Egyptian media delegates visit Xinjiang[12]
The recently published report also brings forth some interesting facts related to the religious freedom as opposed to the western propaganda. The report provides a strong testimonial by the visiting delegates who clearly state, “the in houses of worship such as the Id Kah Mosque in Kashgar, modern facilities abound, providing water, electricity and air conditioning. Local clerics told the visitors that their religious activities had been very well protected”. "The conditions here are very good," said Abdelhalim Elwerdany, of Egypt's Al-Gomhuria newspaper. "I could feel that local Muslims fully enjoy religious freedom."
Criticism
Although information about the education and training centers are distorted by Western propaganda, the legal basis behind these centers are too broad and can be exploited to follow the political interests of Chinese leaders contrary to the interests of the people in the region. The "Xinjiang Uyghur Autonomous Region Regulation on De-extremification", adopted in 2017 considers that extremism includes "rejecting or refusing public goods and services such as radio and television", "wearing, or compelling others to wear, burqas with face coverings, or to bear symbols of extremification", without clearly denoting what these symbols are, and "spreading religious fanaticism through irregular beards or name selection".[13]
References
- ↑ "Fighting Terrorism in Xinjiang" (2019-12-05). CGTN. Retrieved 2023-07-23.
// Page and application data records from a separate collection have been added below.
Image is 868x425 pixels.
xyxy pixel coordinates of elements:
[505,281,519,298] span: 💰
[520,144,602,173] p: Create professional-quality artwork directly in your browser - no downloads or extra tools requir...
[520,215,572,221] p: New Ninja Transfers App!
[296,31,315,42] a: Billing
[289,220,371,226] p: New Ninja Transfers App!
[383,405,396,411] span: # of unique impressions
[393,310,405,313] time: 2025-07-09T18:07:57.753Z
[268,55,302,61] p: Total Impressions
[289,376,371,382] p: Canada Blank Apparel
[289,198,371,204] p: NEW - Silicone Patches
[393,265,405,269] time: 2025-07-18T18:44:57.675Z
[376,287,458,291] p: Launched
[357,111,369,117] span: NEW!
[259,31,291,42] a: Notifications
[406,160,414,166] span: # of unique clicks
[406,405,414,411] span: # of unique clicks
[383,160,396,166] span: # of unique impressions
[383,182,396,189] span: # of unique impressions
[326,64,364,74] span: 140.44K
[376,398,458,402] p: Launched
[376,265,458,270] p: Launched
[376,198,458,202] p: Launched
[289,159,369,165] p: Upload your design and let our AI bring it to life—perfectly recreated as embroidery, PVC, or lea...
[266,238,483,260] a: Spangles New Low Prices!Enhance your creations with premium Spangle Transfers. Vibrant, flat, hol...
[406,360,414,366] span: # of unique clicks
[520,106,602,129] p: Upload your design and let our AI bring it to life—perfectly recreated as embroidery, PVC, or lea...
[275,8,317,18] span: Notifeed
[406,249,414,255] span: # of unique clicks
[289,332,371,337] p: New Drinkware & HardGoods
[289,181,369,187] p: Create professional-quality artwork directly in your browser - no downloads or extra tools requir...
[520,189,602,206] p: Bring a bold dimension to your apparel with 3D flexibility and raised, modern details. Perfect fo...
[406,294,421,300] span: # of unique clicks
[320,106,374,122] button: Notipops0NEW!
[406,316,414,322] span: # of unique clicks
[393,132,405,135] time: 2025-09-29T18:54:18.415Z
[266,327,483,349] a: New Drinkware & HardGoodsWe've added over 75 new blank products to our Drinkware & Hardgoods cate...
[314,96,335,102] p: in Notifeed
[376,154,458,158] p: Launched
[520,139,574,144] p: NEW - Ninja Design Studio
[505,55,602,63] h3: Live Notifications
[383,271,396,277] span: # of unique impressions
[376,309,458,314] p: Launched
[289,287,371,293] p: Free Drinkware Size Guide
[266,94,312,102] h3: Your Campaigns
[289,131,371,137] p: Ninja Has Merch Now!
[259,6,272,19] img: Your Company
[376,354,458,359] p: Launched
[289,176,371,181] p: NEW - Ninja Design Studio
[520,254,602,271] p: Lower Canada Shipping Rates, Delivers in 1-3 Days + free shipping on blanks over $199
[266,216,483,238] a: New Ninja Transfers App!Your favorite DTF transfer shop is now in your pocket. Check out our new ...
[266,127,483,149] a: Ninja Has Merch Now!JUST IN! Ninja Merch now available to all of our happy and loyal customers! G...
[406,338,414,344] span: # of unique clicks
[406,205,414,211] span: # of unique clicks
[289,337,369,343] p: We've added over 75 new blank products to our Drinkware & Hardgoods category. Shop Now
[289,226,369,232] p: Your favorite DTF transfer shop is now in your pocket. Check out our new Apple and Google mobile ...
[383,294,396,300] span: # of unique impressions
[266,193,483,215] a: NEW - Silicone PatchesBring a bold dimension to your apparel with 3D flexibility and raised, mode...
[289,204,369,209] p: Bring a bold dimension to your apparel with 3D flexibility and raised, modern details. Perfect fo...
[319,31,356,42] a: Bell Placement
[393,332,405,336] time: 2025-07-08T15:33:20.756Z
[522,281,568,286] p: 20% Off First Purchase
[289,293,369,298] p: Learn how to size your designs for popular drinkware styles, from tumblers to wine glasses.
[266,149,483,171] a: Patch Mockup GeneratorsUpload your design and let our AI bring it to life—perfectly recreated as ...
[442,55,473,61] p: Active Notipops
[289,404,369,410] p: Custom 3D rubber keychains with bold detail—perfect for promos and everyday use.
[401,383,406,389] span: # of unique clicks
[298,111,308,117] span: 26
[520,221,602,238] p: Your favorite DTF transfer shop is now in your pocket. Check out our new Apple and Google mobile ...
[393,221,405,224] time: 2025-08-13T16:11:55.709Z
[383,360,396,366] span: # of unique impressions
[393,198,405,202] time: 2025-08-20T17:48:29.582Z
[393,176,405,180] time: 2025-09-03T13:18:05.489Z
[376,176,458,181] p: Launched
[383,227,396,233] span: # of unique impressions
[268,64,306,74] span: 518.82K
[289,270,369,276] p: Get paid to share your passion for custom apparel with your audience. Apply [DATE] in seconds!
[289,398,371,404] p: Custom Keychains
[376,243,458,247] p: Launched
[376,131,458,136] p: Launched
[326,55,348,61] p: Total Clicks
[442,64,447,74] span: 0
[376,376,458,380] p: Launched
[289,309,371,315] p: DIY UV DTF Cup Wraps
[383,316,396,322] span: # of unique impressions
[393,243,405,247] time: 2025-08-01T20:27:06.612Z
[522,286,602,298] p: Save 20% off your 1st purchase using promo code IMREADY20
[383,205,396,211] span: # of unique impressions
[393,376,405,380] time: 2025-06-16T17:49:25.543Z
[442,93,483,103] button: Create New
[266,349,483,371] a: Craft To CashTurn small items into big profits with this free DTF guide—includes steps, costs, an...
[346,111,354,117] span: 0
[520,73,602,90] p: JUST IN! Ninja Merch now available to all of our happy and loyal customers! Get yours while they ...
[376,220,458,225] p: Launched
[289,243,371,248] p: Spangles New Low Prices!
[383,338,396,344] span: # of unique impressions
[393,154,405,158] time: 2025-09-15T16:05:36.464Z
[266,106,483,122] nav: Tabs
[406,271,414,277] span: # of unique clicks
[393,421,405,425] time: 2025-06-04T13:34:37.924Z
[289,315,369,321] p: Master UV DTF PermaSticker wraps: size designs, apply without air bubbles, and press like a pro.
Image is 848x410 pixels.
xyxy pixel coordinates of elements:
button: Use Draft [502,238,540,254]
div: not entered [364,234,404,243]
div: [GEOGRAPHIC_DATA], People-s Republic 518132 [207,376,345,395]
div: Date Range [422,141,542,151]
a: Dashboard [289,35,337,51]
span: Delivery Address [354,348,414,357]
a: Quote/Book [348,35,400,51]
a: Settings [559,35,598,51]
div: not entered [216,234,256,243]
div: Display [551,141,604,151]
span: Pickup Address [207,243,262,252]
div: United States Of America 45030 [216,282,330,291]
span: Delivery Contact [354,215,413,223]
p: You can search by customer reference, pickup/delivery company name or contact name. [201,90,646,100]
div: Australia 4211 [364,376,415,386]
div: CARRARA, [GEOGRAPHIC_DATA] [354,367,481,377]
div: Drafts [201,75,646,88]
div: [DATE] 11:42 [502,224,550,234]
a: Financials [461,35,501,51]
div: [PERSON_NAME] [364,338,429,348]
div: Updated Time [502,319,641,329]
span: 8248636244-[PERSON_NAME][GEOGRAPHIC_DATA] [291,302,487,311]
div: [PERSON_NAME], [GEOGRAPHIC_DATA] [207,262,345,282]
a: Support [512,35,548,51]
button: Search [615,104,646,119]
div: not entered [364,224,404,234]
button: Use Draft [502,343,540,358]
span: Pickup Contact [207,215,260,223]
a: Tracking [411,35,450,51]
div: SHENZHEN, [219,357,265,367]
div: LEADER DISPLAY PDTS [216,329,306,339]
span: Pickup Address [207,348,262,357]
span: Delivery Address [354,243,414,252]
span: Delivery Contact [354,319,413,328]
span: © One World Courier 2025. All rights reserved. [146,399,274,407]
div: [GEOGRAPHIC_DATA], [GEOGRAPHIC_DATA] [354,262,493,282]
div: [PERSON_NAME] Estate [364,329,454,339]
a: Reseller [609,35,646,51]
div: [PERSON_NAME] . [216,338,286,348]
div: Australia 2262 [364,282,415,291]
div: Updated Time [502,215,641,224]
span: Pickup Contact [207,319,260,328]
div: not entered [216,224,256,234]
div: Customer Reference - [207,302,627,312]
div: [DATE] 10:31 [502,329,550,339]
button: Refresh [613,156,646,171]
- ↑ Catherine Wong (2021-04-14). "US-China ties: Washington funded terrorists in Xinjiang, Beijing says" South China Morning Post. Retrieved 2023-07-23.
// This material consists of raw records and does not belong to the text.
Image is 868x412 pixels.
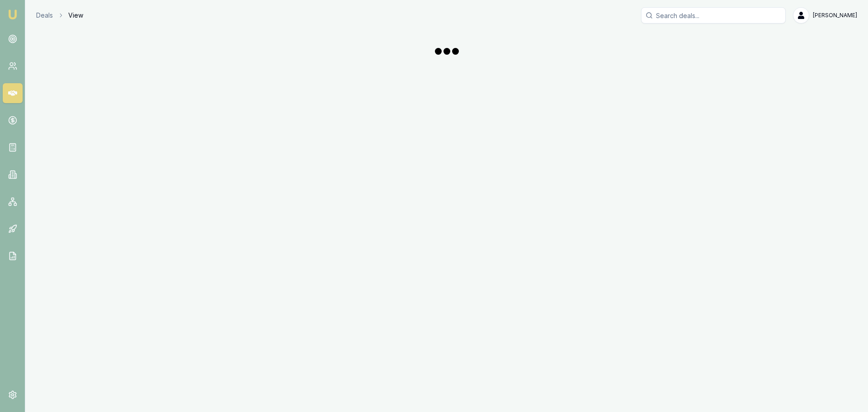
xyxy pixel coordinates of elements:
[641,7,786,23] input: Search deals
[813,12,857,19] span: [PERSON_NAME]
[36,11,83,20] nav: breadcrumb
[36,11,53,20] a: Deals
[68,11,83,20] span: View
[7,9,18,20] img: emu-icon-u.png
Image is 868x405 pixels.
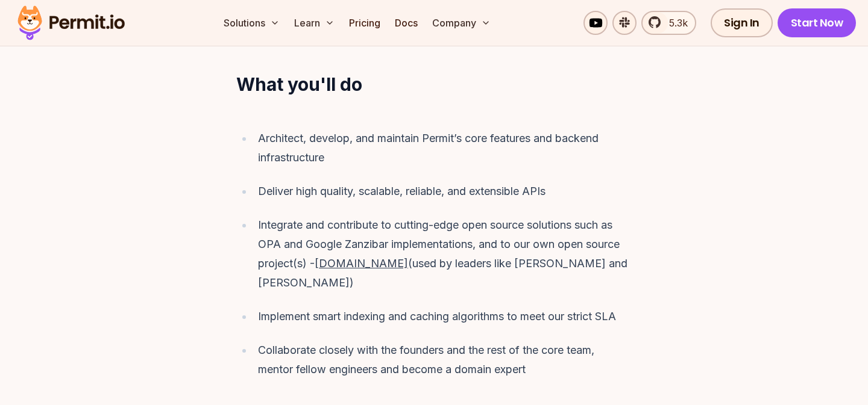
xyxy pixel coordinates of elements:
a: Sign In [711,8,773,38]
h2: What you'll do [202,73,666,95]
a: Docs [390,11,422,35]
div: Architect, develop, and maintain Permit’s core features and backend infrastructure [258,129,632,167]
div: Collaborate closely with the founders and the rest of the core team, mentor fellow engineers and ... [258,341,632,379]
div: Deliver high quality, scalable, reliable, and extensible APIs [258,182,632,201]
button: Company [427,11,496,35]
span: 5.3k [662,16,688,30]
u: [DOMAIN_NAME] [315,257,408,270]
img: Permit logo [12,3,130,43]
button: Solutions [219,11,285,35]
div: Integrate and contribute to cutting-edge open source solutions such as OPA and Google Zanzibar im... [258,215,632,292]
div: Implement smart indexing and caching algorithms to meet our strict SLA [258,307,632,326]
a: Pricing [344,11,385,35]
button: Learn [290,11,339,35]
a: 5.3k [641,11,696,35]
a: Start Now [778,8,857,38]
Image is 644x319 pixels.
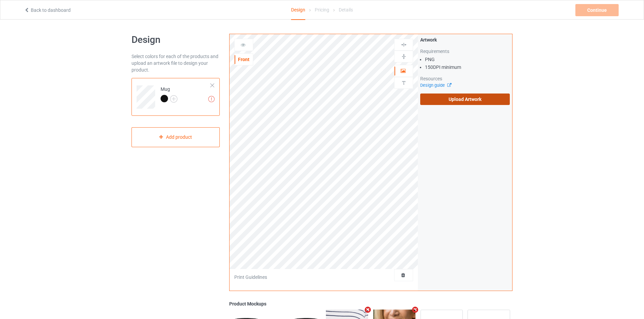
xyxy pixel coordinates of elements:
[170,95,178,103] img: svg+xml;base64,PD94bWwgdmVyc2lvbj0iMS4wIiBlbmNvZGluZz0iVVRGLTgiPz4KPHN2ZyB3aWR0aD0iMjJweCIgaGVpZ2...
[420,48,510,55] div: Requirements
[160,86,178,102] div: Mug
[338,1,353,19] div: Details
[400,80,407,86] img: svg%3E%0A
[400,54,407,60] img: svg%3E%0A
[229,301,512,307] div: Product Mockups
[411,306,419,313] i: Remove mockup
[131,53,220,73] div: Select colors for each of the products and upload an artwork file to design your product.
[420,94,510,105] label: Upload Artwork
[131,34,220,46] h1: Design
[425,56,510,63] li: PNG
[234,274,267,281] div: Print Guidelines
[208,96,214,102] img: exclamation icon
[420,75,510,82] div: Resources
[314,1,329,19] div: Pricing
[131,78,220,116] div: Mug
[131,127,220,147] div: Add product
[364,306,372,313] i: Remove mockup
[420,36,510,43] div: Artwork
[235,56,253,63] div: Front
[400,41,407,48] img: svg%3E%0A
[420,83,451,88] a: Design guide
[425,64,510,70] li: 150 DPI minimum
[291,1,305,20] div: Design
[24,7,70,13] a: Back to dashboard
- ↑ [https://www.ohchr.org/sites/default/files/documents/countries/2022-08-31/22-08-31-final-assesment.pdf "OHCHR Assessment of human rights concerns in the Xinjiang Uyghur Autonomous Region, People’s Republic of China"] (2022-08-31). Office of the United Nations High Commissioner for Human Rights. Retrieved 2023-07-23.
- ↑ Permanent Mission of the People's Republic of China to the United Nations Office at Geneva and other international organizations in Switzerland (2022-09-31). "Fight Against Terrorism and Extremism in Xinjiang: Truth and Facts" Office of the United Nations High Commissioner for Human Rights. Retrieved 2023-07-23.
- ↑ China’s State Council Information Office. "The Fight Against Terrorism and Extremism and Human Rights Protection in Xinjiang"
- ↑ "China: Xinjiang's reality check debunks rumors and lies" (2021-02-06). CGTN. Retrieved 2023-07-23.
- ↑ Roderic Day (2021-03-22). "The Xinjiang Atrocity Propaganda Blitz" Red Sails. Retrieved 2023-07-23.
- ↑ https://undocs.org/pdf?symbol=en/A/HRC/41/G/17
- ↑ "World Bank Statement on Review of Project in Xinjiang, China" (2019-11-11). World Bank. Retrieved 2023-07-23.
- ↑ "RESOLUTIONS ON MUSLIM COMMUNITIES AND MUSLIM MINORITIES IN THE NON-OIC MEMBER STATES" (2019-03-1-2). The Forty- Six Session of the Council of Foreign Ministers, (Session: 50 Years Of Islamic Cooperation: Roadmap For Prosperity And Development). Retrieved 2023-07-23.
- ↑ http://www.inp.net.pk/china-lauds-oics-resolution-on-xinjiang/
- ↑ "Egyptian media delegates provide a detailed insight of the situation in Xinjiang" (2019-02-11). The News. Retrieved 2023-07-23.
- ↑ "Xinjiang Uyghur Autonomous Region Regulation on De-extremification" (2017-03-30). China Law Translate.